Employment can be extended to older people if factory personnel shortages are covered by machinery and workloads per person are reduced.

Government decision is vital in creating this trend.

More specifically, it means deregulation to free up economic activity in companies and individuals, and tax reduction: lowering the corporate tax to encourage companies to return from overseas, and lowering the consumption tax to motivate consumers. In addition, Japan should join Trump in his mission of stopping China’s unfair trading.

If the U.S. is going to withdraw from the TPP, Japan has no choice but to change course. Japan’s role in the age of Trump Revolution is to revive the economic power alongside the U.S. to become two superpowers with a common goal: stopping China’s territorial expansion.

 


 

Column

The U.S. Economy and Military Will Become Great Again

HSU Successful Management Faculty Dean

Mamiya Suzuki

Masters graduate of Waseda University, and specialist in finance, philosophy of economics, Schumpeter and Hayek.

In the world of business, whenever people of the same trade gather to form a guild, rigging takes place. It becomes socialist inside the guild, and so competition cools. This is why dealings between companies are only conducted one-against-one.

This is the same between countries. By leaving the TPP, Trump plans to trade one-on-one with other countries, which will heat up industry competition within the U.S.

The TPP is said to be free trade, but it is actually a sort of trade bloc. So from countries outside of the TPP it looks like protective trade. Trump is wary that if the TPP establishes its ‘inside rules’, countries within it will lose its autonomy.

For instance the EU, which is a trade bloc, abolished customs duties within its borders. As a result, countries like Greece have trade deficits due to Germany’s exportation campaigns.

Trump wants to do free trade between countries that mutually respect each other for their national power: power in politics, economy, diplomacy and military.

We do need rules like the General Agreement on Tariffs and Trade (GATT) when it comes to trade, but there is a limit to the advantages of trade blocs such as the EU and ASEAN.
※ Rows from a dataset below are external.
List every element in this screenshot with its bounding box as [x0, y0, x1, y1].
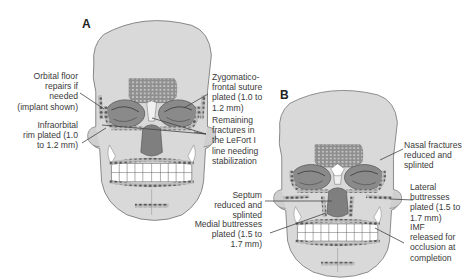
label-nasal-fractures: Nasal fractures reduced and splinted: [404, 140, 476, 171]
label-lateral-buttresses: Lateral buttresses plated (1.5 to 1.7 mm…: [410, 182, 476, 223]
label-medial-buttresses: Medial buttresses plated (1.5 to 1.7 mm): [172, 219, 262, 250]
label-orbital-floor: Orbital floor repairs if needed (implant…: [0, 71, 78, 112]
skull-b-illustration: [274, 90, 402, 277]
label-remaining-fractures: Remaining fractures in the LeFort I line…: [212, 115, 284, 166]
label-infraorbital-rim: Infraorbital rim plated (1.0 to 1.2 mm): [0, 120, 78, 151]
label-imf: IMF released for occlusion at completion: [410, 222, 476, 263]
label-zygomaticofrontal-suture: Zygomatico- frontal suture plated (1.0 t…: [212, 72, 284, 113]
panel-label-a: A: [82, 17, 91, 31]
label-septum: Septum reduced and splinted: [182, 190, 262, 221]
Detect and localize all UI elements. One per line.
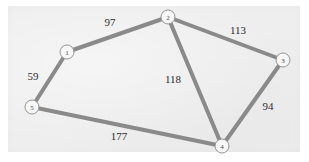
- graph-node-label-2: 2: [166, 14, 170, 22]
- graph-node-5: 5: [25, 100, 39, 114]
- graph-node-label-1: 1: [65, 49, 69, 57]
- edge-weight-label-2-4: 118: [165, 73, 182, 85]
- graph-edge-3-4: [222, 60, 283, 146]
- edges-layer: [32, 17, 283, 146]
- graph-node-label-5: 5: [30, 104, 34, 112]
- graph-node-2: 2: [161, 10, 175, 24]
- graph-edge-1-2: [67, 17, 168, 52]
- graph-node-1: 1: [60, 45, 74, 59]
- edge-weight-label-3-4: 94: [263, 100, 275, 112]
- graph-diagram: 12345 971131189459177: [0, 0, 309, 162]
- edge-weight-label-1-2: 97: [105, 16, 117, 28]
- edge-weight-label-1-5: 59: [28, 70, 40, 82]
- graph-node-4: 4: [215, 139, 229, 153]
- edge-weight-label-2-3: 113: [230, 24, 247, 36]
- figure-canvas: 12345 971131189459177: [0, 0, 309, 162]
- edge-weight-label-5-4: 177: [111, 130, 128, 142]
- graph-node-3: 3: [276, 53, 290, 67]
- graph-node-label-3: 3: [281, 57, 285, 65]
- graph-node-label-4: 4: [220, 143, 224, 151]
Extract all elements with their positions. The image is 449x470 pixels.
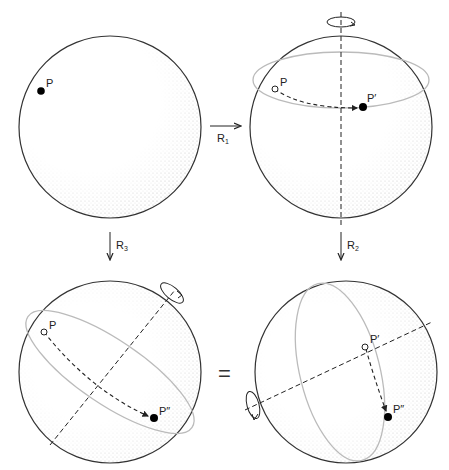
sphere-bottom-left: P P″	[10, 279, 210, 463]
svg-text:P″: P″	[393, 403, 404, 415]
sphere-top-left: P	[19, 36, 201, 218]
svg-text:R2: R2	[347, 239, 359, 252]
svg-text:P: P	[49, 319, 56, 331]
point-p	[37, 87, 45, 95]
svg-text:P: P	[280, 76, 287, 88]
svg-text:R1: R1	[217, 132, 229, 145]
arrow-r3: R3	[110, 232, 128, 259]
sphere-bottom-right: P′ P″	[244, 274, 437, 470]
point-p-prime	[359, 103, 367, 111]
arrow-r1: R1	[210, 126, 240, 145]
svg-text:P′: P′	[370, 333, 379, 345]
label-p: P	[46, 77, 53, 89]
arrow-r2: R2	[341, 232, 359, 259]
svg-text:R3: R3	[116, 239, 128, 252]
svg-text:P′: P′	[367, 92, 376, 104]
sphere-top-right: P P′	[250, 12, 432, 228]
point-p-original	[272, 86, 278, 92]
rotation-diagram: P R1 P P′ R3 R2	[0, 0, 449, 470]
equals-sign: =	[218, 361, 231, 386]
svg-text:P″: P″	[159, 405, 170, 417]
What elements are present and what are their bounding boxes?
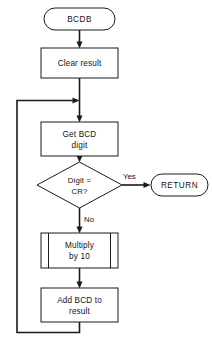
multiply-label-line2: by 10 <box>69 252 90 261</box>
return-terminal-label: RETURN <box>161 181 198 190</box>
get-bcd-digit-label-line2: digit <box>72 141 88 150</box>
flowchart-canvas: BCDB Clear result Get BCD digit Digit = … <box>0 0 213 346</box>
decision-label-line1: Digit = <box>68 176 92 185</box>
connector-decision-no-to-multiply <box>77 208 83 234</box>
add-bcd-shape <box>41 288 118 322</box>
add-bcd-label-line2: result <box>69 307 90 316</box>
node-decision-digit-cr: Digit = CR? <box>37 162 122 208</box>
node-clear-result: Clear result <box>41 48 118 78</box>
start-terminal-label: BCDB <box>67 15 92 24</box>
decision-label-line2: CR? <box>71 187 88 196</box>
node-return-terminal: RETURN <box>151 174 208 196</box>
node-add-bcd-to-result: Add BCD to result <box>41 288 118 322</box>
decision-diamond-shape <box>37 162 122 208</box>
get-bcd-digit-label-line1: Get BCD <box>63 130 97 139</box>
connector-multiply-to-addbcd <box>77 268 83 289</box>
branch-label-no: No <box>84 215 95 224</box>
multiply-label-line1: Multiply <box>65 241 95 250</box>
multiply-shape <box>41 233 118 268</box>
connector-start-to-clear <box>77 30 83 49</box>
node-start-terminal: BCDB <box>44 8 115 30</box>
connector-decision-yes-to-return <box>122 182 151 188</box>
add-bcd-label-line1: Add BCD to <box>57 296 102 305</box>
branch-label-yes: Yes <box>123 172 136 181</box>
get-bcd-digit-shape <box>41 122 118 156</box>
flowchart-svg: BCDB Clear result Get BCD digit Digit = … <box>0 0 213 346</box>
node-get-bcd-digit: Get BCD digit <box>41 122 118 156</box>
node-multiply-by-10: Multiply by 10 <box>41 233 118 268</box>
clear-result-label: Clear result <box>58 59 102 68</box>
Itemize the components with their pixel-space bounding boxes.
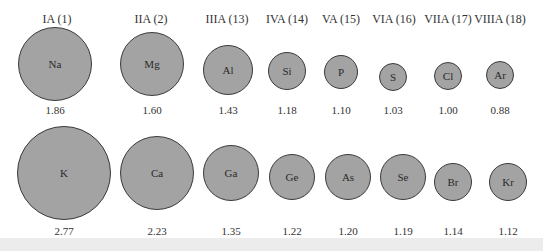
atom-circle-br <box>434 163 472 201</box>
radius-value: 2.23 <box>147 225 166 237</box>
atom-circle-k <box>17 126 111 220</box>
radius-value: 1.00 <box>438 104 457 116</box>
atom-circle-s <box>379 63 407 91</box>
group-header: IVA (14) <box>266 12 308 27</box>
radius-value: 1.22 <box>282 225 301 237</box>
group-header: VIIIA (18) <box>474 12 526 27</box>
radius-value: 1.35 <box>221 225 240 237</box>
radius-value: 1.60 <box>142 104 161 116</box>
radius-value: 1.19 <box>393 225 412 237</box>
radius-value: 1.12 <box>498 225 517 237</box>
atom-circle-ca <box>120 136 194 210</box>
radius-value: 1.86 <box>45 104 64 116</box>
atom-circle-ga <box>203 145 259 201</box>
radius-value: 1.10 <box>331 104 350 116</box>
atom-circle-as <box>325 154 371 200</box>
radius-value: 2.77 <box>54 225 73 237</box>
atom-circle-si <box>268 52 306 90</box>
group-header: VIA (16) <box>372 12 416 27</box>
atom-circle-se <box>380 154 426 200</box>
group-header: IA (1) <box>43 12 72 27</box>
radius-value: 1.43 <box>218 104 237 116</box>
radius-value: 0.88 <box>490 104 509 116</box>
atomic-radii-diagram: IA (1)IIA (2)IIIA (13)IVA (14)VA (15)VIA… <box>0 0 543 251</box>
group-header: VIIA (17) <box>424 12 472 27</box>
group-header: IIIA (13) <box>206 12 249 27</box>
radius-value: 1.03 <box>383 104 402 116</box>
atom-circle-na <box>18 27 92 101</box>
atom-circle-kr <box>489 163 527 201</box>
atom-circle-ar <box>486 61 514 89</box>
group-header: IIA (2) <box>135 12 168 27</box>
bottom-band <box>0 238 543 251</box>
radius-value: 1.20 <box>338 225 357 237</box>
atom-circle-cl <box>434 62 462 90</box>
atom-circle-p <box>324 55 358 89</box>
radius-value: 1.18 <box>277 104 296 116</box>
atom-circle-mg <box>120 32 184 96</box>
group-header: VA (15) <box>322 12 360 27</box>
radius-value: 1.14 <box>443 225 462 237</box>
atom-circle-al <box>203 45 253 95</box>
atom-circle-ge <box>269 154 315 200</box>
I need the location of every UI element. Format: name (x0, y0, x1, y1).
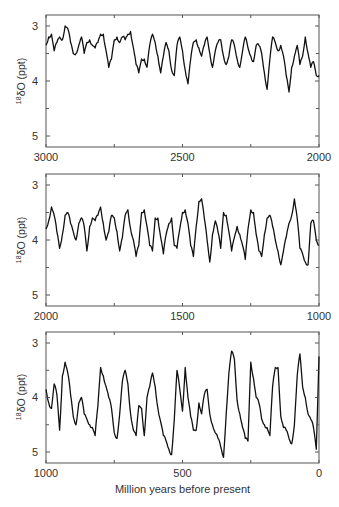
panel-1: 3 4 5 3000 2500 2000 18δO (ppt) (15, 15, 331, 163)
panel-3-trace (46, 351, 319, 457)
panel-3-xtick-left: 1000 (34, 467, 58, 479)
chart-canvas: 3 4 5 3000 2500 2000 18δO (ppt) 3 4 5 20… (0, 0, 339, 507)
panel-1-frame (46, 15, 319, 147)
panel-2-ytick-3: 3 (32, 179, 38, 191)
panel-2-frame (46, 174, 319, 306)
panel-2-xtick-left: 2000 (34, 310, 58, 322)
panel-2-trace (46, 199, 319, 265)
panel-3-xtick-mid: 500 (173, 467, 191, 479)
panel-2-ytick-5: 5 (32, 289, 38, 301)
panel-3-ytick-4: 4 (32, 391, 38, 403)
panel-1-xtick-mid: 2500 (170, 151, 194, 163)
svg-text:18δO (ppt): 18δO (ppt) (15, 217, 27, 263)
panel-2: 3 4 5 2000 1500 1000 18δO (ppt) (15, 174, 331, 322)
panel-1-trace (46, 26, 319, 92)
panel-3-frame (46, 332, 319, 463)
panel-1-ytick-4: 4 (32, 75, 38, 87)
panel-1-ytick-3: 3 (32, 20, 38, 32)
panel-2-ytick-4: 4 (32, 234, 38, 246)
panel-1-xtick-left: 3000 (34, 151, 58, 163)
panel-1-ytick-5: 5 (32, 130, 38, 142)
panel-3-ytick-5: 5 (32, 446, 38, 458)
panel-1-ylabel: 18δO (ppt) (15, 58, 27, 104)
panel-3-ytick-3: 3 (32, 337, 38, 349)
panel-3-xtick-right: 0 (316, 467, 322, 479)
panel-2-xtick-right: 1000 (307, 310, 331, 322)
x-axis-title: Million years before present (115, 483, 250, 495)
svg-text:18δO (ppt): 18δO (ppt) (15, 374, 27, 420)
svg-text:18δO (ppt): 18δO (ppt) (15, 58, 27, 104)
panel-2-ylabel: 18δO (ppt) (15, 217, 27, 263)
panel-1-xtick-right: 2000 (307, 151, 331, 163)
panel-2-xtick-mid: 1500 (170, 310, 194, 322)
panel-3-ylabel: 18δO (ppt) (15, 374, 27, 420)
panel-3: 3 4 5 1000 500 0 18δO (ppt) Million year… (15, 332, 322, 495)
Trump is thinking about creating jobs, unlike Obama and Hillary Clinton who only think about distributing money. Trump’s way of thinking would make a very good U.S. president.

Trump will reduce corporation and income taxes to summon American companies back to create employment and bring about economic growth. The U.S. will regain its military strength, and the USD will regain trust as the reserve currency.

This will open many doors of opportunities: for instance, if the U.S. wanted to increase the military budget, they could just print more money and government bonds.

Indeed government bonds are government debts, but they just need to print USD to repay the debt. This is possible only because the U.S. is the world’s strongest country and the USD is a reserve currency.

Trump will rebuild the U.S. economy, revive military power, and bring back national pride and a sense of mission to his people.

 
What Should Japan Do After U.S. Withdraws from TPP?